WATKINS: I do think there’s something to being a woman. There’s a little bit of a boys’ club, whether it’s the golf or the sports talk. I am really uncomfortable with making general statements. But men are more reluctant to put their friends in jeopardy. I don’t necessarily want friendships in the workplace. I think most men have no friendships outside the workplace. [Also] society doesn’t ask women what you do for a living. Your ego or self-worth isn’t [as] tied to what you do.
TIME: Did you love your jobs?
ROWLEY: The idea of this law-enforcement group that is able to solve a crime, get the bad guy and ideally even prevent the crime from occurring? Honestly, I would not want to do anything else. All agents join the FBI with that in mind. We are the good guys. The sad thing is, at some point you see the warping of it, the overlegalization of it, the gaming of the criminal-justice system.

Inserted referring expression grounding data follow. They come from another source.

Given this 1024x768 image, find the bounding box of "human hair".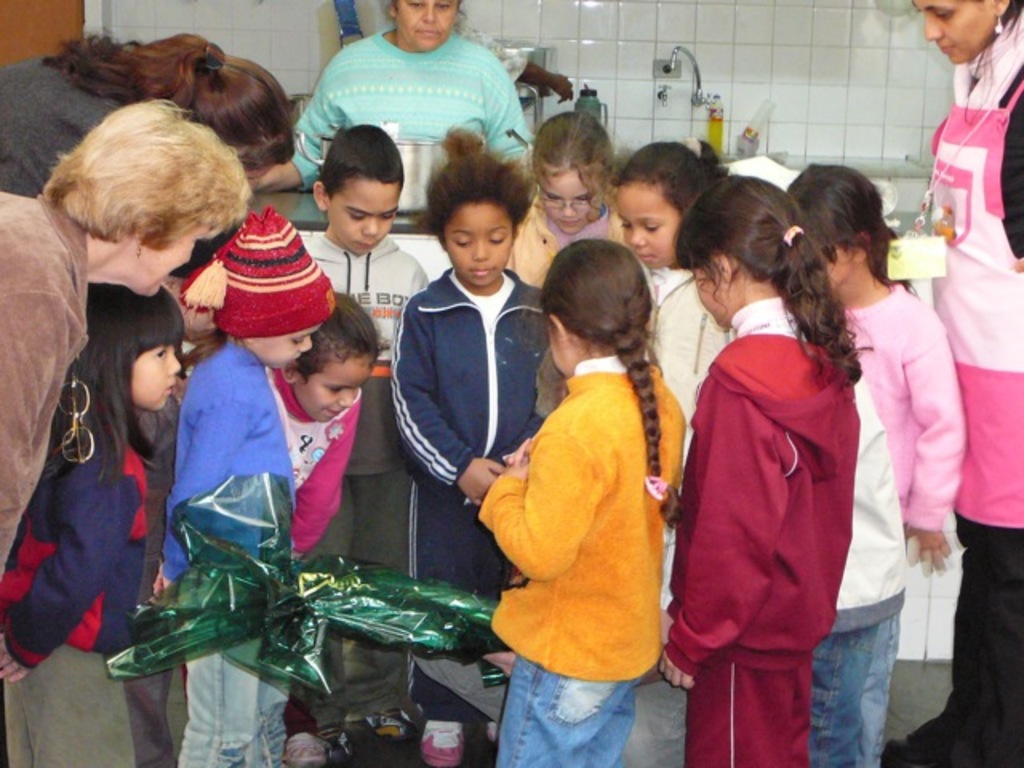
region(42, 30, 298, 168).
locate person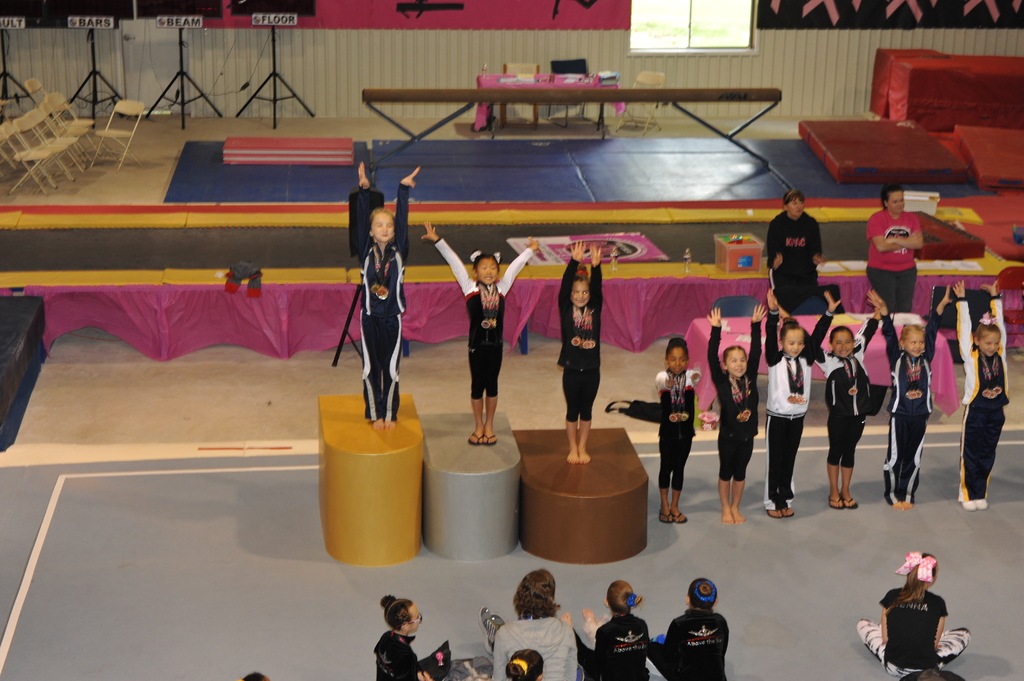
box=[645, 578, 735, 677]
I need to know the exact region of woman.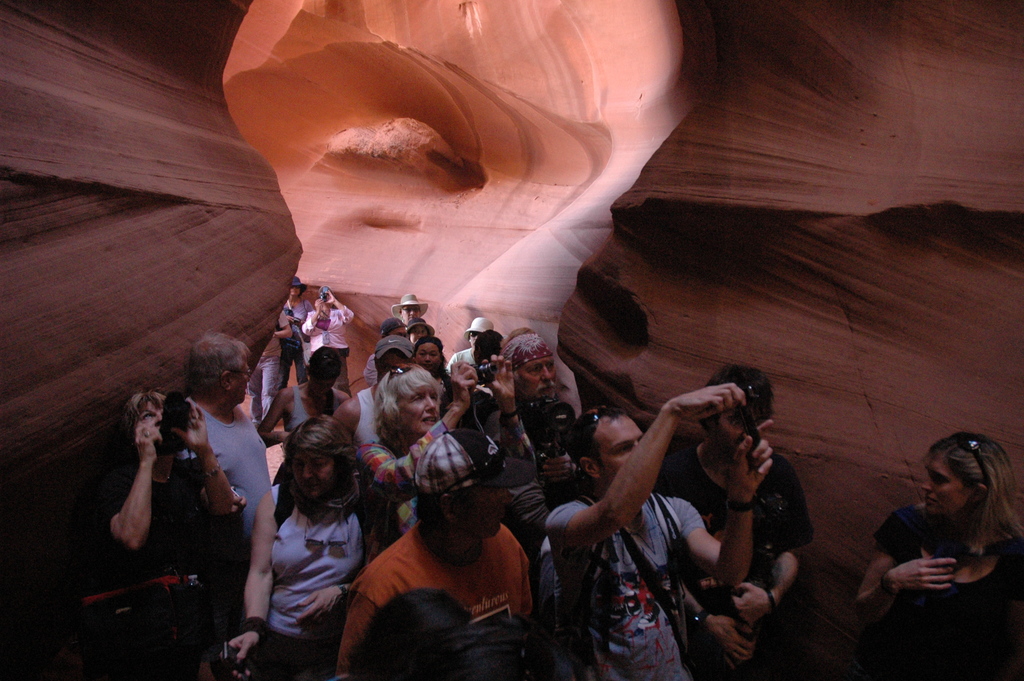
Region: box=[408, 332, 450, 384].
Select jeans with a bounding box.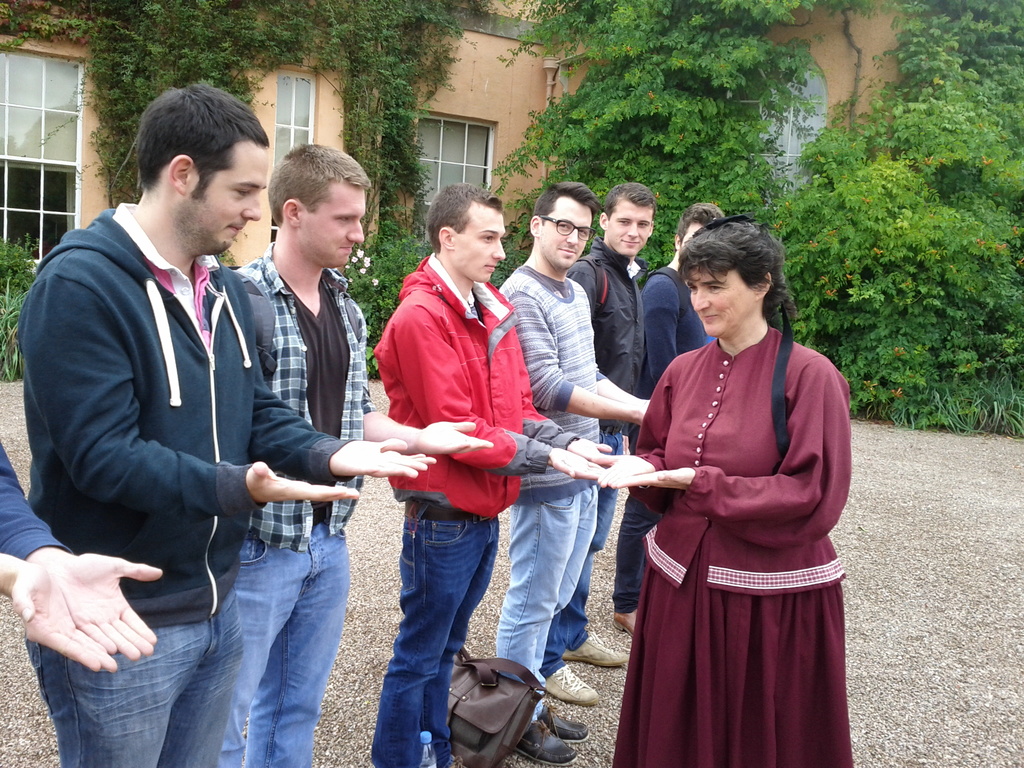
rect(226, 531, 351, 767).
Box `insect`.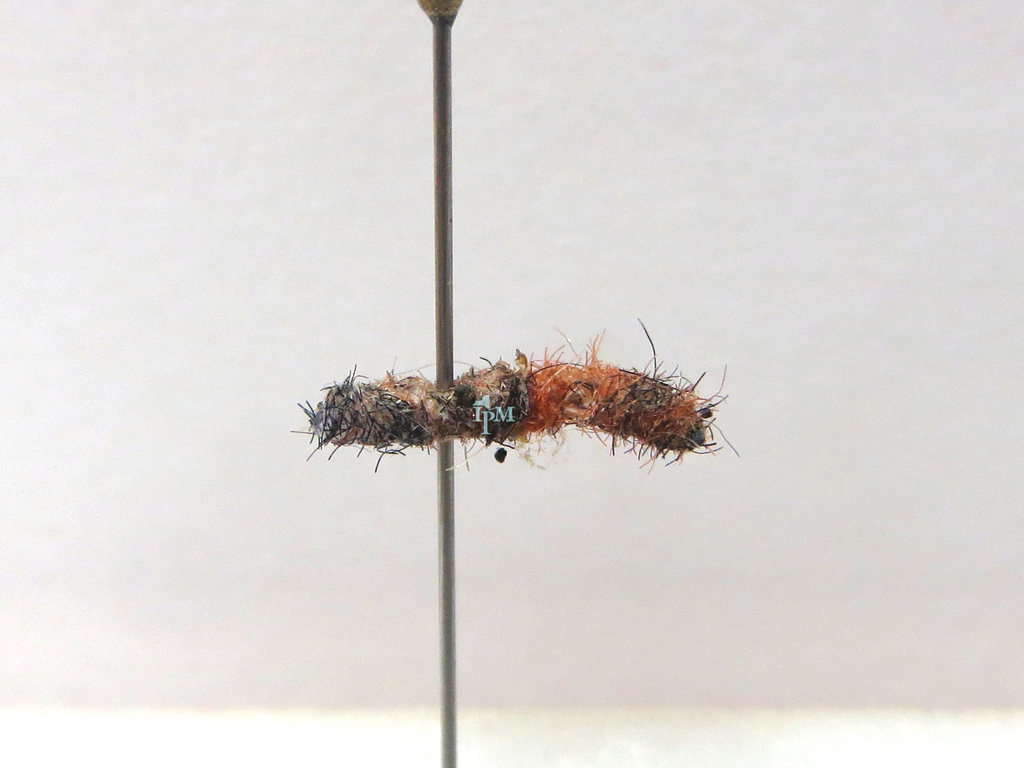
{"left": 282, "top": 320, "right": 739, "bottom": 470}.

WATKINS: It’s also the gaming of corporate America. Enron was a love-hate thing. The opportunities I was afforded and the deals I got to do and the places I got to see–on that end, it was just stupendous. Then there are the times when you say, Why can’t we do it right? Why do we have to be pushing the accounting envelope?
COOPER: I love my job. I have always loved it. There was an entrepreneurial spirit; it was an exciting place to be.
TIME: Are there any specific things you’ve done to help cope with the stress?
WATKINS: I think the ultimate distraction is a darling 3-year-old. You come home, and you almost have to put that away because they’re wanting books read, games played.
COOPER: Just to get home and hug my girls and my husband. We have strong support systems at home with our families.
WATKINS: When Congress leaked my memos and it was all over the news, we would be watching, and Marion [her 3-year-old daughter] was getting so bored with it. My husband said we wanted to watch the news, and she piped up, “Well, how about some Elmo news?”
TIME: Were you aware of one another, reading about one another?
ROWLEY: I’m not usually focused on business, but when their news broke, I read that and saw some encouragement. The same reason I wrote the letter was the reason for WorldCom and Enron. I thought, Oh, gosh, there’s someone doing the right thing.
WATKINS: I think it’s uncanny what similar stories we have.
ROWLEY: [Addressing Watkins] Whenever you talk, I think, Oh, my gosh, great. She’s saying what I think. [Rowley stands up and pounds her fist into her palm as she says this.]
WATKINS: It’s disheartening to see that the FBI has as many problems as corporate America. In this country, we have a vacuum in leadership. We value the wrong people. Warren Buffett is boring, and he doesn’t give too many interviews, but he didn’t invest in tech stocks because he didn’t understand how they made money. He was right. But we value splashy leaders.
COOPER: People who move to the top are typically racehorses, not workhorses. And they’re very charismatic.
WATKINS: And the dark side of charisma is narcissism.
TIME: Let’s talk about the word whistle-blower. Why don’t any of you like it?
ROWLEY: I hate the term whistle-blower.
COOPER: In elementary school, kids are called tattletales. It has a negative connotation.
TIME: What was the reaction to you in the workplace and on the street?
ROWLEY: Even in my [Minneapolis field] office, with quite a bit of support, still a lot of people are looking at me like, What the heck?
COOPER: You’re going to have people who are supportive, and you’re going to have people who take shots. All that is part of it.
WATKINS: In January and February there were hundreds of e-mails, voice-mails, letters from the Enron rank-and-file employees. There was a sense of overwhelming relief because they had thought the top executives would get away with it. People were high-fiving; they were pumped. Now no one recognizes me.
ROWLEY: In Minnesota, people get over these things really fast. It’s over. This fame thing is greatly overrated.